While Vivian Maier is well known as the mysterious “nanny photographer” who became famous after her streetscape photographs and personal affects were sold at blind auction, for many North Shore residents Maier is someone who captured familiar images of everyday suburban life while she worked as a nanny in the area.
Pamela Bannos, who teaches photography at Northwestern University, will be talking about the artist and her book Vivian Maier: A Photographer’s Life and Afterlife, on April 15 at the Wilmette Historical Museum.
Bannos told DailyNorthShore that the story came to her when she was asked to provide a soundbite for a television show about Maier. She looked at hundreds of Maier’s photographs online, realizing that the narrative of the mysterious “nanny photographer” spun by collectors who purchased Maier’s photographs at auction, was inaccurate. It became clear to Bannos that Maier was a photographer first and a nanny second.
“I wanted to give the story back to Vivian Maier, who was in the background once all of the collectors got involved,” Bannos.
Bannos set out to demystify Maier and tell a counter narrative to the elusive “nanny photographer” story primarily espoused by collector John Maloof, who purchased the bulk of Maier’s estate at auction and co-wrote and co-directed the Oscar nominated documentary, Finding Vivian Maier, released in 2014. Since Maier’s photographs were discovered in 2007, they’ve dispersed all over the world — some as far-flung as Switzerland — while her estate passed into a trust held for potential heirs, and will be eventually released into the public domain.
Bannos discovered in her research that Maier was a third generation domestic, a legacy that Maier ultimately carried on when she moved to Chicago from New York and became a live-in nanny, working in Highland Park for 12 years, and other towns on the North Shore such as Wilmette.
In her life time Maier took hundreds of thousands of photos, many never developed in her later years. But Bannos says the first photos from the 1950’s in New York are expert and technical photos that are clearly not done by an amateur hobbyist, although no one has unearthed where or how Maier learned photography. Maier used several cameras simultaneously, shooting in color, black and white, as well as using a novelty camera that took multiple photos at once.
“I was really taken that she was (shooting) pictures with three cameras at a time,” Bannos said.
Maier took pictures daily, documenting everyday life much in the way that people use smartphone cameras today. “She is the prototype for the way we use our phones now,” Bannos said, noting that Maier even took photos of paperwork, passports — almost using her camera like a copying machine.
At the lecture, Bannos will share her own story in how she came to write a book about Maier and share photos of Wilmette that consist of Gillson Beach, parades, neighborhoods and children. “No matter where she is she is consistently taking pictures,” Bannos explained.
Bannos anticipates potentially meeting people at the lecture who knew Maier, since she was a recognizable presence on the North Shore. “Everyone seems to have a Vivian Maier story,” she noted.
The lecture will be held on April 15, 2:00 p.m. to 3:00 p.m. at the Wilmette Historical Museum, 609 Ridge Road, Wilmette. The event is free for members and $5 for non-members.

A photograph taken by Vivian Maier in 1973. © The Estate of Vivian Maier.

Pamela Bannos, Photograph by Manuela Hung.

Pamela Bannos, author of the book Vivian Maier: A Photographer’s Life and Afterlife, will be giving a lecture at the Wilmette Historical Museum.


**THE TASK**.
Search the entries for the word "absorbed". Copy each line in which it is found.

**Extracted records**.
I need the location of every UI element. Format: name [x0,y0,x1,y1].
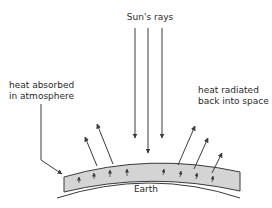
earth-label: Earth [134,184,158,194]
sun-rays-label: Sun's rays [127,12,174,22]
heat-radiated-label-line1: heat radiated [198,85,259,95]
heat-radiated-label-line2: back into space [198,96,269,106]
heat-absorbed-label-line1: heat absorbed [9,80,74,90]
greenhouse-diagram: Sun's rays heat absorbed in atmosphere h… [0,0,272,208]
absorbed-pointer-arrow [41,104,62,174]
sun-rays-arrows [135,28,162,153]
heat-absorbed-label-line2: in atmosphere [9,91,75,101]
diagram-canvas: Sun's rays heat absorbed in atmosphere h… [0,0,272,208]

**REPLY TO THE EXERCISE**.
heat-absorbed-label-line1: heat absorbed [9,80,74,90]
greenhouse-diagram: Sun's rays heat absorbed in atmosphere h… [0,0,272,208]
absorbed-pointer-arrow [41,104,62,174]
heat-absorbed-label-line2: in atmosphere [9,91,75,101]
diagram-canvas: Sun's rays heat absorbed in atmosphere h… [0,0,272,208]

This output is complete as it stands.